The Vatican went on trial in a London court on Wednesday as a British financier sought to clear his name after being convicted by a Vatican tribunal in a London property case.Raffaele Mincione was convicted by a Vatican tribunal following an investigation into a 350-million-euro Vatican investment in a London property.But Mincione, who remains free pending an appeal, lodged a counter civil claim against the Holy See’s secretariat of state at London’s High Court, insisting he acted in good faith.
Lawsuits filed in the U.S. to hold the Vatican liable for clergy sexual abuse failed since the Holy See was able to claim it enjoyed immunity as a sovereign state.

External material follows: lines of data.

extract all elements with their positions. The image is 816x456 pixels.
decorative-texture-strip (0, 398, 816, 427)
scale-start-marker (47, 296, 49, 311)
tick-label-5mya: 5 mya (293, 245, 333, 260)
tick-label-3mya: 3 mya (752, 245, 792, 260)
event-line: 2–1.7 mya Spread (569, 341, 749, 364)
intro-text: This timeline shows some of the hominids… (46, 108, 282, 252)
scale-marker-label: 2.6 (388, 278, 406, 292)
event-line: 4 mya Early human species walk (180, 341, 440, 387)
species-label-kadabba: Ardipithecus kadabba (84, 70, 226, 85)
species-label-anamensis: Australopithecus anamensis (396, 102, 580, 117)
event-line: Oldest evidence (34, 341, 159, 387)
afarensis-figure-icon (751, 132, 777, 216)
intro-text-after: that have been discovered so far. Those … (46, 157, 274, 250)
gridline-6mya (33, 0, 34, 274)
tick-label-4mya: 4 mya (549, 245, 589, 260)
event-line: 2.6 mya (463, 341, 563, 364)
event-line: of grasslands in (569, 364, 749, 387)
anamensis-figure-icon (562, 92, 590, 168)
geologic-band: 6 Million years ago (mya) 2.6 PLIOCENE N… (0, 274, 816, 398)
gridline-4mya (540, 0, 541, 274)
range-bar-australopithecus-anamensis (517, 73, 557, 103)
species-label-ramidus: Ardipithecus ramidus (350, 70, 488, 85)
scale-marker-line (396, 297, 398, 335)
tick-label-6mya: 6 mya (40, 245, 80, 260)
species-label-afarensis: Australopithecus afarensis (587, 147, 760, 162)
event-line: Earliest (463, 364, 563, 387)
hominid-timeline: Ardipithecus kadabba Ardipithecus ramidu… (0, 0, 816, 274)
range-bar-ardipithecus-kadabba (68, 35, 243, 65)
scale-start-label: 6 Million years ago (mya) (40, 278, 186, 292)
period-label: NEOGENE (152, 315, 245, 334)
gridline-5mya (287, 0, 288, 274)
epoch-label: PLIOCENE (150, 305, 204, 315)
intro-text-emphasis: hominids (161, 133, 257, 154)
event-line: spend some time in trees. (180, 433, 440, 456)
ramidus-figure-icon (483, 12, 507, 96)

But the British court allowed Mincione’s case to proceed because it involved a commercial transaction, which is not typically covered by sovereign immunity claims.The case concerns the Vatican’s decision in 2013-2014 to invest in a Mincione fund to acquire a stake in a former Harrod’s warehouse in London.
They alleged that Mincione, whose fund had purchased the Harrod’s warehouse at auction in 2012 for 129.5 million pounds plus eight million pounds in costs, had inflated the property’s value to 230 million pounds when Vatican invested in it. The prosecutors accused Torzi of then extorting the Vatican for another 15 million euros to cede control of the building, after the Vatican realized it still didn’t own it.